Taiwan’s topography is high in the center and low on the coasts, dominated by three NE-SW mountain ranges in its center, with the Yushan Range being the longest. Plains are mostly in the west, some in the north. Beyond the Yilan Plain in the northeast, only a narrow coastline remains. Based on my ten-day ride, I subjectively categorized the regions we passed through into three parts: East, South, and North.

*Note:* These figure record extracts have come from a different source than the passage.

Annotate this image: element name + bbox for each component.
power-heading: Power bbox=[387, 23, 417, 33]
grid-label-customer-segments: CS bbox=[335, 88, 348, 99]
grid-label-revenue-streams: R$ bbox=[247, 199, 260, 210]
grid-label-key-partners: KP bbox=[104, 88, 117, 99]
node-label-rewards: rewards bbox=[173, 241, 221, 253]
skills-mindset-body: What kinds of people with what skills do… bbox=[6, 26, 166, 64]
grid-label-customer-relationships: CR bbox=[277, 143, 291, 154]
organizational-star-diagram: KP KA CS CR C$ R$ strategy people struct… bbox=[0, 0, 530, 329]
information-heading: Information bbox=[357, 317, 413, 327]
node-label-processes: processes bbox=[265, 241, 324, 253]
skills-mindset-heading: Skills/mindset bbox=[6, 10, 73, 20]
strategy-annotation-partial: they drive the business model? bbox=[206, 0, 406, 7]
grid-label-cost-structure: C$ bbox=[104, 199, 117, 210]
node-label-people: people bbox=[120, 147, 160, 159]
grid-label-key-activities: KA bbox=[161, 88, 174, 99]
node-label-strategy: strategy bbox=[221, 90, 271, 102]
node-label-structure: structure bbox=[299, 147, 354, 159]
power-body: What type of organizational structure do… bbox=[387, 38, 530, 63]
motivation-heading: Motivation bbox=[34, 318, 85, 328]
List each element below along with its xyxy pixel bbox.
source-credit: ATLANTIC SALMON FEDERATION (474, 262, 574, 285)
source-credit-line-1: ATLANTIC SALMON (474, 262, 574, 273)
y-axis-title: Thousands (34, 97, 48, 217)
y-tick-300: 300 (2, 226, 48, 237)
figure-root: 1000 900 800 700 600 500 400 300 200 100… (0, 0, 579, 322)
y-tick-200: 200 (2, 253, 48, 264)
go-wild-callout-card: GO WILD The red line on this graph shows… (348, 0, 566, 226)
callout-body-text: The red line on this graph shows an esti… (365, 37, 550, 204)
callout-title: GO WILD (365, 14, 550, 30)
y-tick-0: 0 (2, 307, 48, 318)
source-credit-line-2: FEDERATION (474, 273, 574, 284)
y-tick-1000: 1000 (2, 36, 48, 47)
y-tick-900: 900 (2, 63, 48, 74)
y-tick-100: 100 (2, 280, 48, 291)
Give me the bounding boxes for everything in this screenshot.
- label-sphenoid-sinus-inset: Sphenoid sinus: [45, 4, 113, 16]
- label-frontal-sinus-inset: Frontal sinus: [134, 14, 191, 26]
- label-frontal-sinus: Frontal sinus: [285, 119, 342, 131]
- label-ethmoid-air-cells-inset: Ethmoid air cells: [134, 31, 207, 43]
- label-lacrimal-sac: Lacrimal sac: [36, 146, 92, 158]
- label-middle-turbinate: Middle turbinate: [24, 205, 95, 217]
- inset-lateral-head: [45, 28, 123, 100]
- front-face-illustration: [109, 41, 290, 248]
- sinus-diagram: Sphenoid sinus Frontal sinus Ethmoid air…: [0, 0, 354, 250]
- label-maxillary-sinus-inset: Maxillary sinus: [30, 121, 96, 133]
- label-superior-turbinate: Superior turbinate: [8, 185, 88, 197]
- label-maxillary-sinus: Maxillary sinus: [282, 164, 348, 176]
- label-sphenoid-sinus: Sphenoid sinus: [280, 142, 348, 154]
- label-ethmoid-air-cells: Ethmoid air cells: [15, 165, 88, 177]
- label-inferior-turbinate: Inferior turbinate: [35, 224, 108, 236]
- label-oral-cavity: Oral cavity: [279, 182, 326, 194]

Eastern Taiwan, being mountainous, is less developed and retains more natural scenery. The South represents Taiwan’s past: a long history gives it a rich cultural heritage, evident in Tainan’s many historical sites, while Kaohsiung bears witness to the island’s modern industrial beginnings. The North, centered on Taipei and stretching from Keelung to Hsinchu, represents Taiwan’s present and future—a metropolitan belt that leveraged its geographical advantages for modern development.

IV. Us

We started our escape from the city’s noise in Taipei, seeking companionship in nature and enjoying pure tranquility. After a few initially idyllic days, a sense of loneliness crept in, so we took a train to Kaohsiung, returning to the embrace of a modern city. No sooner had we warmed to its comforts than we grew restless again, so we cycled away, searching for a lost artistic sentiment in Tainan’s old streets and ancient architecture. Finally, rushing back to Taipei for a concert, the city’s main station at night was just as we had left it: cars flowing, crowds surging. Only time had moved on. But the days and nights spent speeding along on our bikes did not vanish without a trace like a receding tide; they left a bold, indelible stroke on the canvas of memory.

V. Along the Road, Into the Mountains

After breakfast in Keelung, the weather was overcast with a light drizzle. My friend and I put on rain gear and started the day’s ride. The road followed the coast, but the sea wind was too fierce. Checking Google Maps, we found an alternative route—a tunnel that seemed to bypass the coastal highway, though we were unsure if it was passable. After asking a local, we arrived at our first unplanned, serendipitous sight: the Fulong Old Caoling Tunnel.

VI. Through the Mountain: Fulong Old Caoling Tunnel

Trains no longer pass through here. After the new double-track New Caoling Tunnel opened in 1986, the Old Caoling Tunnel between Fulong Station and Shicheng Station on the Yilan Line was sealed and left abandoned for over two decades.

During the Japanese colonial era, this was Taiwan’s longest railway tunnel.

A monument stands north of the northern entrance, commemorating the site supervisor who died during its construction, a record of the human effort to improve Yilan’s transportation access a century ago. But bicycles can pass through now—with the passage of time, it has been transformed into the “Old Caoling Tunnel Bicycle Path,” combining history, culture, and tourism. The gravel-covered tracks are long gone, replaced by a cement path styled to resemble rails, a playful nod to its history.

We continued along this path, passing through lush forests on the mountainsides until a splash of unnatural red appeared. The tunnel is constructed entirely of red brick, with simple stone decorations atop the parapet walls at its entrance. It pierces through the mountain, using the solid rock to block the howling northeast monsoon wind, saving travelers the twists and turns of the winding coastline.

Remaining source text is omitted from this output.